ANZ, which claims to be committed to net-zero emissions by 2050 and the goals of the Paris Agreement, today revealed significant increases in the emissions intensity of its power generation portfolio and its overall oil and gas exposure.
In FY22, ANZ increased its exposure to upstream oil and gas extraction, one of the reasons cited for the increase was “customers expanding their distribution to meet critical supply requirements due to the energy crisis in Europe. This has resulted in increased usage of short-term facilities provided to key customers to assist with funding of these oil and gas cargoes and associated activities.”
By providing the funding its oil and gas producing customers need to expand their distribution, ANZ is once again failing to live up to its net-zero commitments. Oil and gas companies have benefited from soaring prices as a result of the energy crisis, and are using Russia’s invasion of Ukraine as justification for developing new projects that are completely incompatible with net-zero. Hours after ANZ’s full year announcement, the IEA published its World Energy Outlook, which shows gas supply declining more than 20% over the next decade in its net zero by 2050 scenario.
In the last year, ANZ has been more than happy to finance companies expanding the oil and gas sector, including corporate finance for Woodside, Santos, Cooper Energy, Beach Energy, and APA. It also provided project finance for the attempting-to-expand Ichthys LNG Project and for Global Infrastructure Partners’ acquisition of a stake in the climate-wrecking Pluto 2 LNG Train, part of Woodside’s Scarbrough-Pluto project.
The full year results announcement also revealed the emissions intensity of ANZ’s power generation portfolio (kgCO2-e/MWh) increased by a whopping 47% above its 2030 target pathway. In 2021, ANZ committed to “further reducing the carbon intensity of our electricity generation lending portfolio by only directly financing renewables and low carbon gas projects by 2030.” However, this is not borne out in its results which have seen the intensity of its power generation portfolio grow for two years in a row, and indicate ANZ is not interested in meeting its own targets.
This year, a critical shareholder vote will be held, asking ANZ to demonstrate how its financing will not enable the expansion of the fossil fuel industry. These results only serve to underscore the need for shareholders, customers and the wider community to hold ANZ accountable for the climate impacts of its financing.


Quote the records that follow in full, leaving the pictures out.

--------------------------------

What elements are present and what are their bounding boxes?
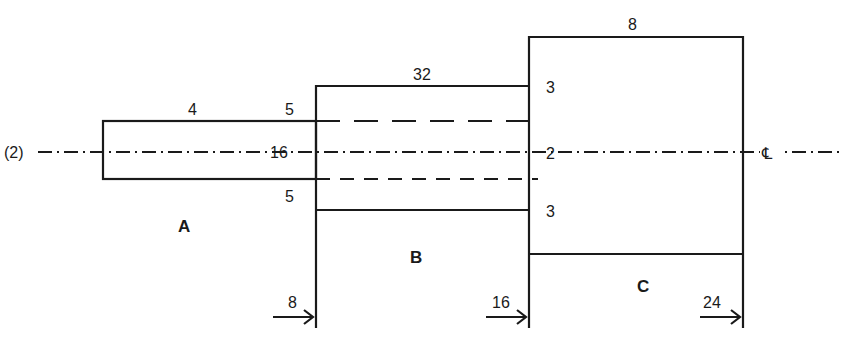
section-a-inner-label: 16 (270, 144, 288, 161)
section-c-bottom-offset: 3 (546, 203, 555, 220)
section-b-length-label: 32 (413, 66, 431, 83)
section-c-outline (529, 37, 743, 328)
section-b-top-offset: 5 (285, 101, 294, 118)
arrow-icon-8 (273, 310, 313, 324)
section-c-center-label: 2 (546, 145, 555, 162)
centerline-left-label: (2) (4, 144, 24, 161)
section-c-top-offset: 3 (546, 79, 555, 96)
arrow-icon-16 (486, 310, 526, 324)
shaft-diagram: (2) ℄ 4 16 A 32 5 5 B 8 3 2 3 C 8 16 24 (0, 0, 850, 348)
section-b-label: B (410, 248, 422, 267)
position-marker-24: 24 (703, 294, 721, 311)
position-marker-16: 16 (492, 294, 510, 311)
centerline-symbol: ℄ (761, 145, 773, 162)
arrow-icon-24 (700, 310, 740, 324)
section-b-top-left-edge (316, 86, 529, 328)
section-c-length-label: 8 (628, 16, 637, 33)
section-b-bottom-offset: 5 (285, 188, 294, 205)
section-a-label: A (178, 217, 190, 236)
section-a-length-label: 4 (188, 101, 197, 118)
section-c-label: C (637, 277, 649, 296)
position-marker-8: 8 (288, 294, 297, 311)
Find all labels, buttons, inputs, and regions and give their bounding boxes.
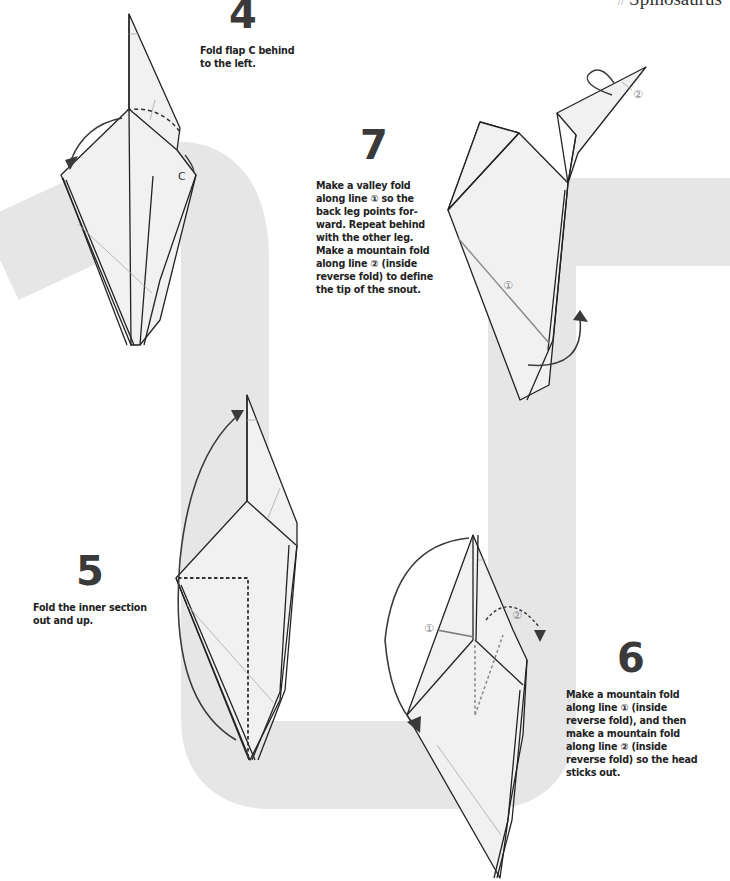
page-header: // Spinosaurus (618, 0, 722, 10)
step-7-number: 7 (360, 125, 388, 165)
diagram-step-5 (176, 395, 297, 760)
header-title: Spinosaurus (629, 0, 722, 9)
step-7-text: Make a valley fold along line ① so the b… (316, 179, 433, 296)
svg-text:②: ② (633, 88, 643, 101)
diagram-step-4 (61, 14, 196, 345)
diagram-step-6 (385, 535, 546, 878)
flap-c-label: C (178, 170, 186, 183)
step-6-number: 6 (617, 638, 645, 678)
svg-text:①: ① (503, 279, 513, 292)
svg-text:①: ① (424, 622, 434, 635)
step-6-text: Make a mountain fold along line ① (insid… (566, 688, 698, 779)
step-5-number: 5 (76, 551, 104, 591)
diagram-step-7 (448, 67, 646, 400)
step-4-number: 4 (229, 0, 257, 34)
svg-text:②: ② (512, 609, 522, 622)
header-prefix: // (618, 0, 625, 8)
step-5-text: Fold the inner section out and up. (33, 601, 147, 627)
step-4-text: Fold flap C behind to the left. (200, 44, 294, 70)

--------------------------------

(FINISHED EXERCISE):
What elements are present and what are their bounding boxes?
section-a-inner-label: 16 (270, 144, 288, 161)
section-c-bottom-offset: 3 (546, 203, 555, 220)
section-b-length-label: 32 (413, 66, 431, 83)
section-c-outline (529, 37, 743, 328)
section-b-top-offset: 5 (285, 101, 294, 118)
arrow-icon-8 (273, 310, 313, 324)
section-c-center-label: 2 (546, 145, 555, 162)
centerline-left-label: (2) (4, 144, 24, 161)
section-c-top-offset: 3 (546, 79, 555, 96)
arrow-icon-16 (486, 310, 526, 324)
shaft-diagram: (2) ℄ 4 16 A 32 5 5 B 8 3 2 3 C 8 16 24 (0, 0, 850, 348)
section-b-label: B (410, 248, 422, 267)
position-marker-24: 24 (703, 294, 721, 311)
position-marker-16: 16 (492, 294, 510, 311)
centerline-symbol: ℄ (761, 145, 773, 162)
arrow-icon-24 (700, 310, 740, 324)
section-b-top-left-edge (316, 86, 529, 328)
section-c-length-label: 8 (628, 16, 637, 33)
section-b-bottom-offset: 5 (285, 188, 294, 205)
section-a-label: A (178, 217, 190, 236)
section-a-length-label: 4 (188, 101, 197, 118)
section-c-label: C (637, 277, 649, 296)
position-marker-8: 8 (288, 294, 297, 311)
Find all labels, buttons, inputs, and regions and give their bounding boxes.
page-header: // Spinosaurus (618, 0, 722, 10)
step-7-number: 7 (360, 125, 388, 165)
diagram-step-5 (176, 395, 297, 760)
header-title: Spinosaurus (629, 0, 722, 9)
step-7-text: Make a valley fold along line ① so the b… (316, 179, 433, 296)
svg-text:②: ② (633, 88, 643, 101)
diagram-step-4 (61, 14, 196, 345)
diagram-step-6 (385, 535, 546, 878)
flap-c-label: C (178, 170, 186, 183)
step-6-number: 6 (617, 638, 645, 678)
svg-text:①: ① (503, 279, 513, 292)
svg-text:①: ① (424, 622, 434, 635)
step-6-text: Make a mountain fold along line ① (insid… (566, 688, 698, 779)
step-5-number: 5 (76, 551, 104, 591)
diagram-step-7 (448, 67, 646, 400)
step-4-number: 4 (229, 0, 257, 34)
svg-text:②: ② (512, 609, 522, 622)
header-prefix: // (618, 0, 625, 8)
step-5-text: Fold the inner section out and up. (33, 601, 147, 627)
step-4-text: Fold flap C behind to the left. (200, 44, 294, 70)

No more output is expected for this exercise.